"Oh!" she cried: "Do you see it? That little dark, impudent-looking one, and the flag?"
Peter saw; he was not quite, he reminded her, even in the intoxication of a morning on the lagoons with her, quite in that state where he couldn't see his country's flag when it was pointed out to him. They came alongside with long strokes, and sniffed deliciously.
"Ah—um—um——" said Miss Dassonville. "I know what that is. It's ham and eggs. How long since you've had a real American breakfast?"
"Not since I left the steamer," Peter confessed. "Now if I were to smell hot cakes I shouldn't be able to stand it. I should go aboard her."
Miss Dassonville saluted softly as they went under the bright banner.
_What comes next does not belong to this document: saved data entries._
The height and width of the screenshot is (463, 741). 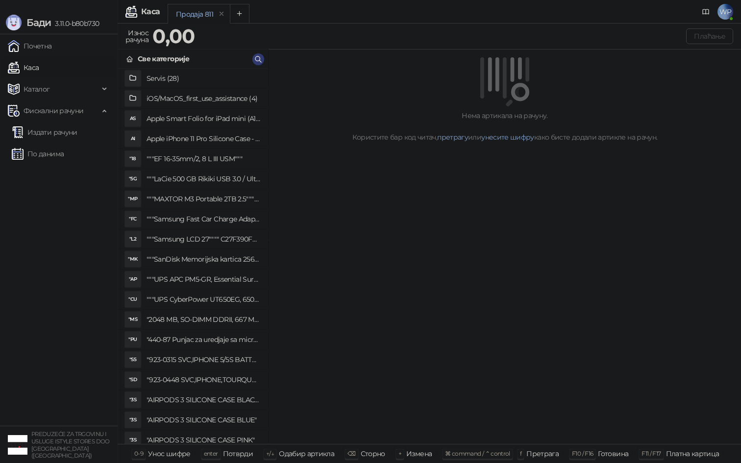 What do you see at coordinates (133, 259) in the screenshot?
I see `div: "MK` at bounding box center [133, 259].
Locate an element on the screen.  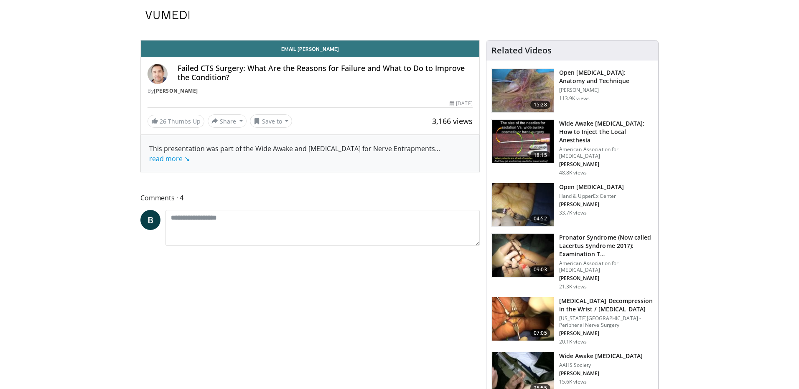
p: 48.8K views is located at coordinates (573, 173).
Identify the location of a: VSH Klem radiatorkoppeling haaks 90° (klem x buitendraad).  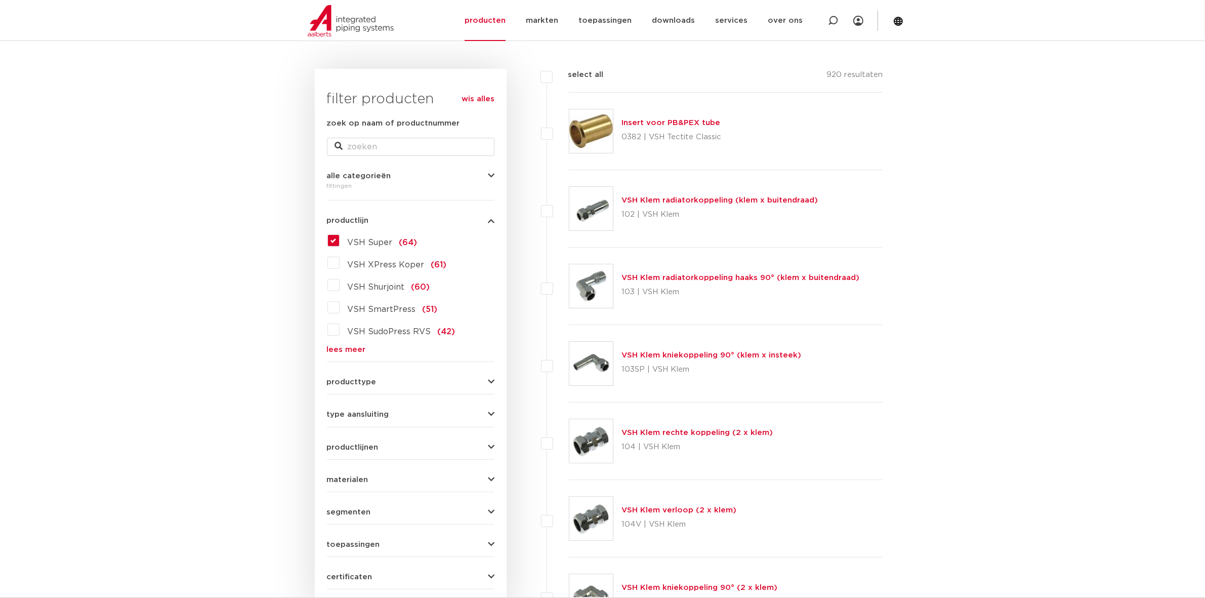
(740, 277).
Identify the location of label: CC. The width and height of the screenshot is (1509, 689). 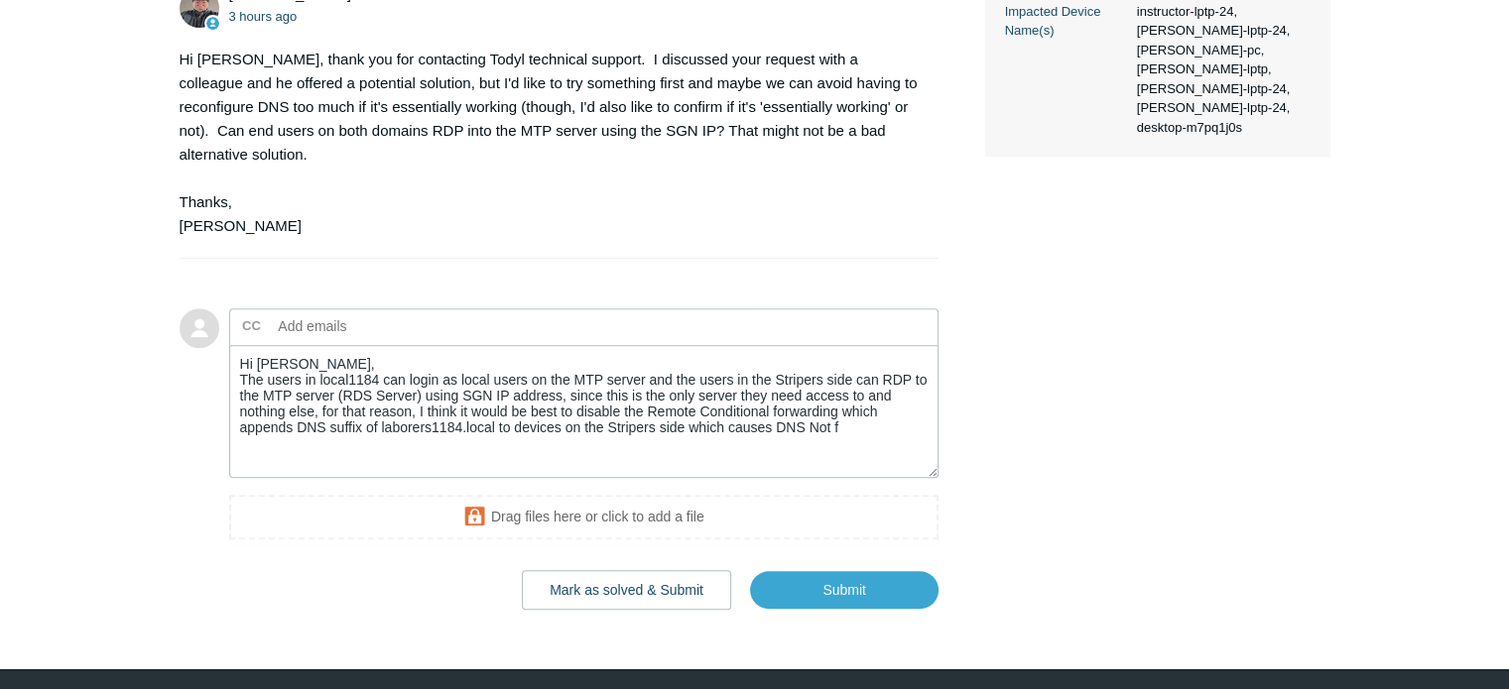
(251, 326).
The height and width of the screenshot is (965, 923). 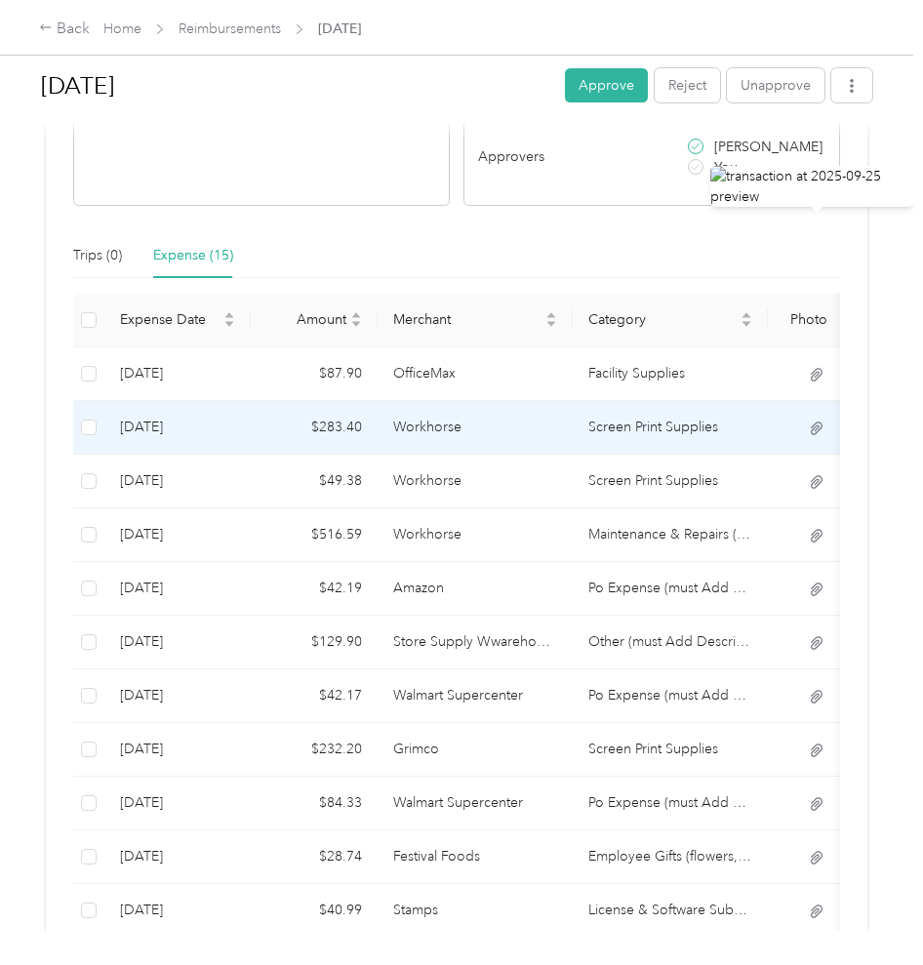 I want to click on td: 9-16-2025, so click(x=178, y=750).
"'Oh, say can you see by the dawn's early light,'" she began to sing and immediately a large, blooming face rose through a mist of faded whisker at the prow and they saw all the coast of Maine looking down on them from the rail of the Merrythought.
"United States, ahoy?" it said.
They came close under and Miss Dassonville hailed in return; as soon as the captain saw her face smiling up at him he beamed on it as the women in the boats had done.
"We smelled your breakfast," she explained, and the man laughed delightedly.
"I know what kind these Dagoes give ye. Come up and have some."